Swimming with the undertow: How to start forgiving the unforgivable
Jeff’s college girlfriend Maryanne had made the minimum number of repairs on a long-abandoned, battered Buick Skylark to get it running again. Sort of. So the three of us thought it was a great idea to drive it to Florida for spring break.
We camped at an oceanside state park outside Daytona. A stiff wind and churning surf greeted us as we sauntered down to the beach on our first day.
Maryanne and I spotted a sandbar about half a football field’s distance from the shoreline, and we all started wading out toward it. When the water reached up to our waists, Jeff cautiously dropped back. Maryanne and I pushed on.
We were chest deep when an unusually strong undertow grabbed us. The force of the current pulling us away from shore shocked us. For just a second we panicked.
An undertow is not the same thing as a rip tide. The latter can drag you out to sea and drown you. An undertow sweeps you along for a short distance and spits you out. Unless you’re a small child or a poor swimmer, an undertow won’t kill you. But when you’re surprised by a powerful one, it sure feels like it will.
The first impulse many people feel in those moments is to fight the current. That can make things worse. As counterintuitive as the advice may seem, experts recommend that you swim with the undertow until you feel it release you.
As I shuffled back to the tent, I thought of a passage from John Irving’s The World According to Garp. Garp and his wife Helen had taken their kids to the beach. They told the boys to watch out for the undertow. But their young son had misunderstood and began looking for a dangerous sea creature: the Under Toad.
Irving writes,
[The] Under Toad became their code phrase for anxiety…. When the traffic was heavy, when the road was icy — when depression had moved in overnight — they said to each other, “The Under Toad is strong today.” (p. 408)
It occurred to me that my own Under Toad had been strong for a very long time, and I was afraid that it was going to kill me. I had spent loads of energy fighting it, when what I needed to do was to swim with it.
Instead of denying or trying to achieve my way out of my persistent shame, alienation and resentment, I needed to admit candidly that these were the forces pulling me from shore. It was starting to dawn on me that the Under Toad kept me in its grip as long as I fought against it. My release — and my ability to land on a peaceful shore — would only come after swimming with it.
This may sound like pop psychology to you. And that’s fine. But strictly speaking I’m talking about one of the enduring lessons of the Bible. Christians traditionally talk about spiritual practices like self-examination and forgiveness as paths to spiritual liberation and restored wholeness.
Take for instance an episode from the Joseph story in Genesis (chapters 37-50).
Years after his brothers had sold him into Egyptian slavery, Joseph had risen to the rank of second in command under Pharaoh. A famine swept the land, and those same brothers turned up begging for food.
Joseph managed to hold it together for a while. These men had degraded him, betrayed him, and tossed aside in an unimaginably cruel way. The Under Toad would have been strong for Joseph, and he initially fought against it.
Had the Under Toad merely swept him away, he would have killed or imprisoned his tormentors. Instead, he decided to swim with it.
He acknowledged his pain as his own. The text puts it this way: “Joseph could no longer control himself.” He sent his deputies and guards out of the room. “He wept so loudly that the Egyptians heard it.” (Genesis 45:1, 2)
His liberation and healing came with a dual recognition. He put it this way to his brothers, “Even though you intended to do harm to me, God intended it for good.” (Genesis 50:20)
The wounds wrought by their hate still ached within him. And yet God’s love was healing those very wounds. He faced a choice: exact revenge and tumble out of control in reaction to their hate or do the hard, honest work of reconciliation and claim the freedom of God’s healing love.
Joseph chose love. He chose freedom. In other words, he swam with the Under Toad.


### [Your task]
Can you print every record below exactly as written?
*** Provided data ***
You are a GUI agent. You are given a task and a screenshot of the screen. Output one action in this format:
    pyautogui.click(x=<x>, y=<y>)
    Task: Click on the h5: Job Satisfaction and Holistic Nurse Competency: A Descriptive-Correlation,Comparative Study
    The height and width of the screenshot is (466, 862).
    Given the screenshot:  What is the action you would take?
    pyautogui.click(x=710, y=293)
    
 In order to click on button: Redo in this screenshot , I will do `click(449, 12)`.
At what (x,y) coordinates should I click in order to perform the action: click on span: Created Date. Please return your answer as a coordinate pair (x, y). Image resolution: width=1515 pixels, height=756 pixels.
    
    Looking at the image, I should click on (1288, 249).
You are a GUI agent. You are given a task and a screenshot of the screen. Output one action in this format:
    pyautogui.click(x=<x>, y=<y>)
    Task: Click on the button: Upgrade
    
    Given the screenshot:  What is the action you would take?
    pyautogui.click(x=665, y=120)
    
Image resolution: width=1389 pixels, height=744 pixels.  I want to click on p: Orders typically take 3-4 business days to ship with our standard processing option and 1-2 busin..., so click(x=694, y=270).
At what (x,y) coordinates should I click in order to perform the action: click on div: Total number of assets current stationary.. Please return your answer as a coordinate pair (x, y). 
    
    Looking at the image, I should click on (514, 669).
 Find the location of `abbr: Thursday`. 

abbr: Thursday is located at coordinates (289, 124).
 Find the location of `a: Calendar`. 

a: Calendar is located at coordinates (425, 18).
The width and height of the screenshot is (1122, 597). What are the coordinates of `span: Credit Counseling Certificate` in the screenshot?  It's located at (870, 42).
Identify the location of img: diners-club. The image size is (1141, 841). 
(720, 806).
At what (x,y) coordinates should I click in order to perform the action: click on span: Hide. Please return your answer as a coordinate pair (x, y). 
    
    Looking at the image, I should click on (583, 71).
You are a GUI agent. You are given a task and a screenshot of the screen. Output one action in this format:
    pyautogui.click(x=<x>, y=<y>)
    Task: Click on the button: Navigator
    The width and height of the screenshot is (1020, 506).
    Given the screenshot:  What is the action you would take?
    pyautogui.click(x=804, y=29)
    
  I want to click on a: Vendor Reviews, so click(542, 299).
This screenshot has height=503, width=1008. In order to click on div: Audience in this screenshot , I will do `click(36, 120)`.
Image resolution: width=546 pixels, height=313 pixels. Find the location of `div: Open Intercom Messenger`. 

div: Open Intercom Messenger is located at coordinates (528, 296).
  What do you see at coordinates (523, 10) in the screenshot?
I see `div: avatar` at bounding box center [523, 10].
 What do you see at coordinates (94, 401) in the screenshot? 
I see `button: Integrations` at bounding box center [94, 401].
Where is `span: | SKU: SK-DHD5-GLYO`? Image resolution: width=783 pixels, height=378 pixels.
*** End of Provided data ***
### [Expected answer]
You are a GUI agent. You are given a task and a screenshot of the screen. Output one action in this format:
    pyautogui.click(x=<x>, y=<y>)
    Task: Click on the h5: Job Satisfaction and Holistic Nurse Competency: A Descriptive-Correlation,Comparative Study
    The height and width of the screenshot is (466, 862).
    Given the screenshot:  What is the action you would take?
    pyautogui.click(x=710, y=293)
    
 In order to click on button: Redo in this screenshot , I will do `click(449, 12)`.
At what (x,y) coordinates should I click in order to perform the action: click on span: Created Date. Please return your answer as a coordinate pair (x, y). Image resolution: width=1515 pixels, height=756 pixels.
    
    Looking at the image, I should click on (1288, 249).
You are a GUI agent. You are given a task and a screenshot of the screen. Output one action in this format:
    pyautogui.click(x=<x>, y=<y>)
    Task: Click on the button: Upgrade
    
    Given the screenshot:  What is the action you would take?
    pyautogui.click(x=665, y=120)
    
Image resolution: width=1389 pixels, height=744 pixels.  I want to click on p: Orders typically take 3-4 business days to ship with our standard processing option and 1-2 busin..., so click(x=694, y=270).
At what (x,y) coordinates should I click in order to perform the action: click on div: Total number of assets current stationary.. Please return your answer as a coordinate pair (x, y). 
    
    Looking at the image, I should click on (514, 669).
 Find the location of `abbr: Thursday`. 

abbr: Thursday is located at coordinates (289, 124).
 Find the location of `a: Calendar`. 

a: Calendar is located at coordinates (425, 18).
The width and height of the screenshot is (1122, 597). What are the coordinates of `span: Credit Counseling Certificate` in the screenshot?  It's located at (870, 42).
Identify the location of img: diners-club. The image size is (1141, 841). 
(720, 806).
At what (x,y) coordinates should I click in order to perform the action: click on span: Hide. Please return your answer as a coordinate pair (x, y). 
    
    Looking at the image, I should click on (583, 71).
You are a GUI agent. You are given a task and a screenshot of the screen. Output one action in this format:
    pyautogui.click(x=<x>, y=<y>)
    Task: Click on the button: Navigator
    The width and height of the screenshot is (1020, 506).
    Given the screenshot:  What is the action you would take?
    pyautogui.click(x=804, y=29)
    
  I want to click on a: Vendor Reviews, so click(542, 299).
This screenshot has height=503, width=1008. In order to click on div: Audience in this screenshot , I will do `click(36, 120)`.
Image resolution: width=546 pixels, height=313 pixels. Find the location of `div: Open Intercom Messenger`. 

div: Open Intercom Messenger is located at coordinates (528, 296).
  What do you see at coordinates (523, 10) in the screenshot?
I see `div: avatar` at bounding box center [523, 10].
 What do you see at coordinates (94, 401) in the screenshot? 
I see `button: Integrations` at bounding box center [94, 401].
Where is `span: | SKU: SK-DHD5-GLYO`? Image resolution: width=783 pixels, height=378 pixels.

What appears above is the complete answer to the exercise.